Much of the existing research on state-civil society relations in non-democratic contexts in general, and in Turkey in particular, designate organizations as aligned with or opposed to ruling regime policies as a starting point for analysis. In contrast, this paper has focused on a field where state policies and organizational goals may overlap across a complex political terrain. Moreover, in the refugee field, external actors centrally shape state and organizational capacity to carry out projects. Domestic political contestations are just one factor that shapes state-organization relations. For this reason, rather than assuming allegiance or opposition between organizations and the state a priori, this paper has analyzed how organizations situate themselves in relation to the state and funding agencies by invoking a range of labels and categories to represent their work.
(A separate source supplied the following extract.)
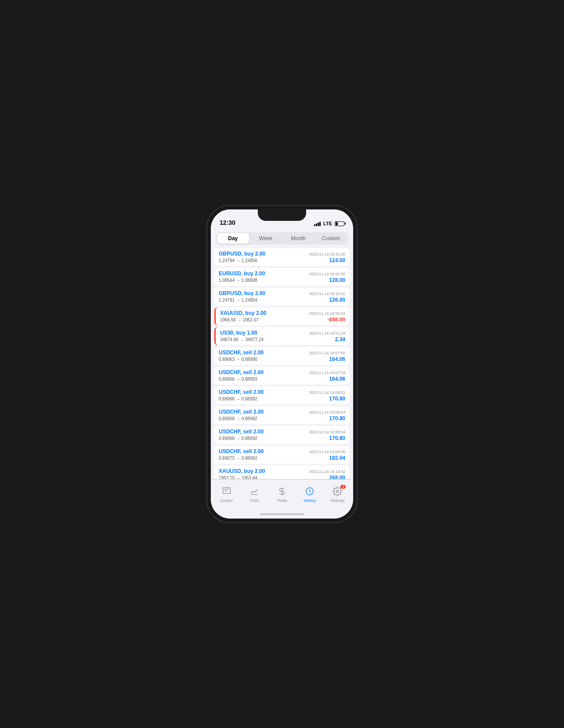  Describe the element at coordinates (282, 514) in the screenshot. I see `home-bar` at that location.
Their external identification by both international and domestic audiences shapes their relations with the state. Organizational identities must first be invoked and interpreted by relevant actors before they can explain interactional outcomes.
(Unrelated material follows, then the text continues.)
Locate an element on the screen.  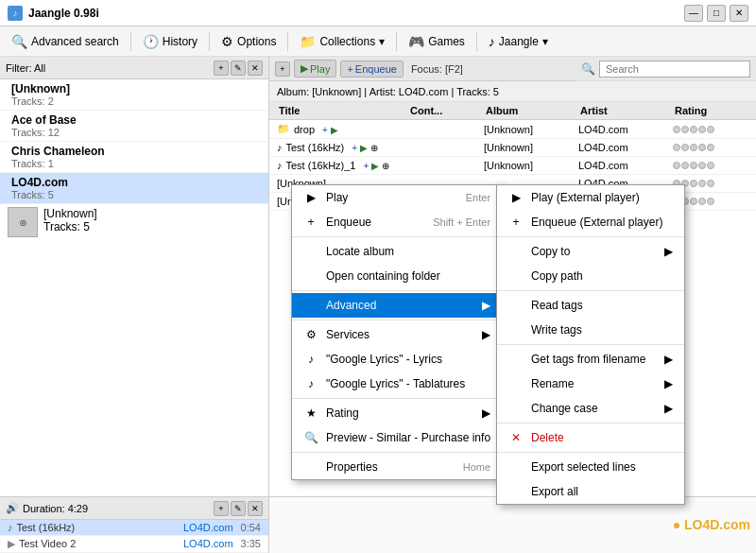
ctx-services: ⚙ Services ▶ is located at coordinates (397, 335).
The paper has presented a framework that accounts for organizational identity and capacity to explain how organizations in a restrictive state context variably interact with state institutions. When organizations have high capacity, particularly buttressed by external funding, they will carry out projects in partnership with state institutions across a political spectrum. Organizational identity dictates whether this relationship will be one of compromise with narrow goal alignment or broader collaboration in project generation and implementation. In cases where state-CSO relations are already firmly established, identities are molded to appeal to external funders. For lower-capacity organizations, organizational identity shapes whether and how organizations engage state institutions. The more adversarial the organizational identity to ruling-party policies, the more strategically the organization will navigate permissions and partnerships with state institutions. More neutral-presenting organizations can circumvent registration and other formal bureaucratic procedures, operating autonomously.

It bears emphasis that some organizations do not fit neatly into what is necessarily a simplified framework. Some organizations, for example, have significant capacity in one specific service area due to a large project-based grant from a funding agency (Organizations 9, 15, 22). In these cases, organizations often register and carry out their projects according to state strictures, without invoking language or labels with political valences in the Turkish context. Instead, they draw on notions of community, empowerment, social responsibility, and inclusion. This is particularly true of foreign organizations that register and work locally in Turkey. Their interactions with the state are marked by regulatory oversight, and organizations will often compromise to be able to carry out their specific projects.

As Nimer (2020) argues, and this paper further underscores, it is critical to consider actors beyond the state when analyzing state-civil society relations. Further research should test this framework across different policy or aid fields where actors outside the country of focus—INGOs, states with development funding, and other funding agencies—may have an interest in improving local conditions. This could include development aid in agriculture, healthcare or education, natural disaster relief, or post-conflict aid. Additionally, this study has focused on only one city. Whether these patterns are consistent across different regions remains a question to be empirically tested. Finally, more fine-grained analysis of funding ledgers could further elucidate and hone the framework by examining variation within high-capacity organizations in terms of how certain types of funding may lead to varied configurations of state-organization interactions. Alignment with and opposition to non-democratic state institutions are critical to shaping state-civil society relations. Yet CSOs operate in complex environments where their activities may not break along clear political cleavages. This qualitative study has sought to shed light on how state-CSO relationships are actively framed, negotiated, compromised, and re-cast by organizations in light of pragmatic considerations to effectively implement programs.